The past is not a perfect predictor of the future, but it's a reasonable starting point. In the past 70 years, real earnings per share for the S&P 500 have grown at just 2.8% annually. To this we might add another two percentage points for inflation, on an assumption that the Federal Reserve eventually gets the inflation rate it wants. This lifts long-term EPS growth to the neighbourhood of 5% in nominal terms.

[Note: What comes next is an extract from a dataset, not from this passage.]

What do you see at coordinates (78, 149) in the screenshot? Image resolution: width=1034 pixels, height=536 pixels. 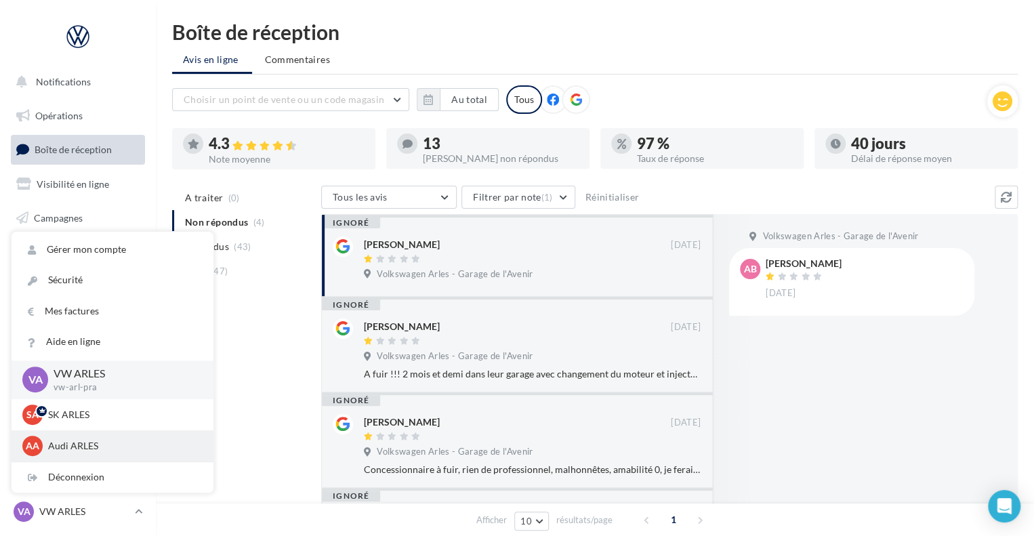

Then there's the question of share repurchases, which are a major theoretical contributor toward EPS growth--perhaps three percentage points in the past 12 months alone. However, the practical, enduring benefit of widespread share repurchases is debatable. Much of the buyback spending merely offsets shares being issued to executives and employees, the full economic cost of which is not captured under current accounting rules (but--surprise--is fully deductible for tax purposes). Buybacks are also pro-cyclical in a value-destroying fashion: Companies buy in gobs of shares when cash is plentiful and stock prices are high, but in tough times, at least some of those shares wind up being sold to replenish capital at low prices. Perhaps buybacks are worth one or two percentage points of growth in addition to the historical average.

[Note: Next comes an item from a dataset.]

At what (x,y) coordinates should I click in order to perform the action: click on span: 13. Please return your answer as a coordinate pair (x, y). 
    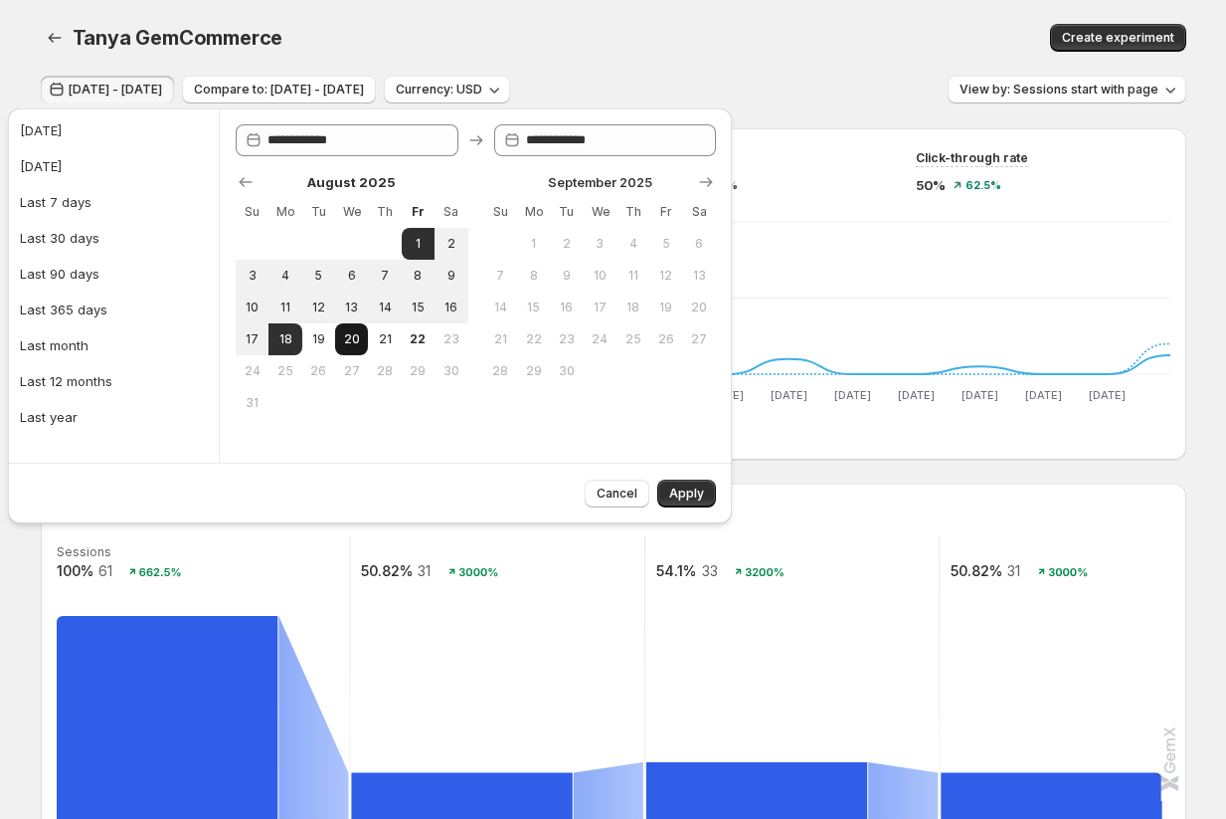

However, unfavourable demographics alone might knock a percentage point off this figure, as retiring baby boomers trim their spending. Weak productivity growth is another problem; so is the nascent downtrend from a peak in corporate profit margins. A lot of buybacks have been financed by borrowing rather than excess free cash flow, highlighting the unsustainability of recent repurchases.

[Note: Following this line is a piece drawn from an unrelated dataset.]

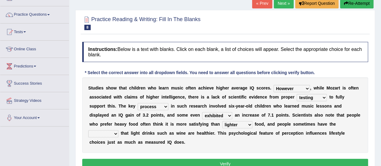  Describe the element at coordinates (103, 115) in the screenshot. I see `b: y` at that location.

Furthermore, for most of market history, corporations increased their earnings per share by investing retained earnings in expansion. Why should we assume that earnings not paid out as dividends will earn higher returns through buybacks--let alone at today's lofty valuations--than old-fashioned investments in property, plant, equipment and inventories would have? I'm not sure we should credit the future EPS growth profile of the S&P 500 with any credit for buybacks at all, in which case even 5% might be an optimistic figure. (I plan to investigate this line of thought in further detail in the months ahead.)
The saddest part of this story is that the rise in payout ratios has not been accompanied by much improvement in dividend yields. A historically normal dividend growth rate of 5% would be fine in the context of a 4% dividend yield, which was the S&P 500 average from 1945 through 1995. But with today's market yield barely above 2%, a reversion to normal dividend growth spells weak total returns for years to come.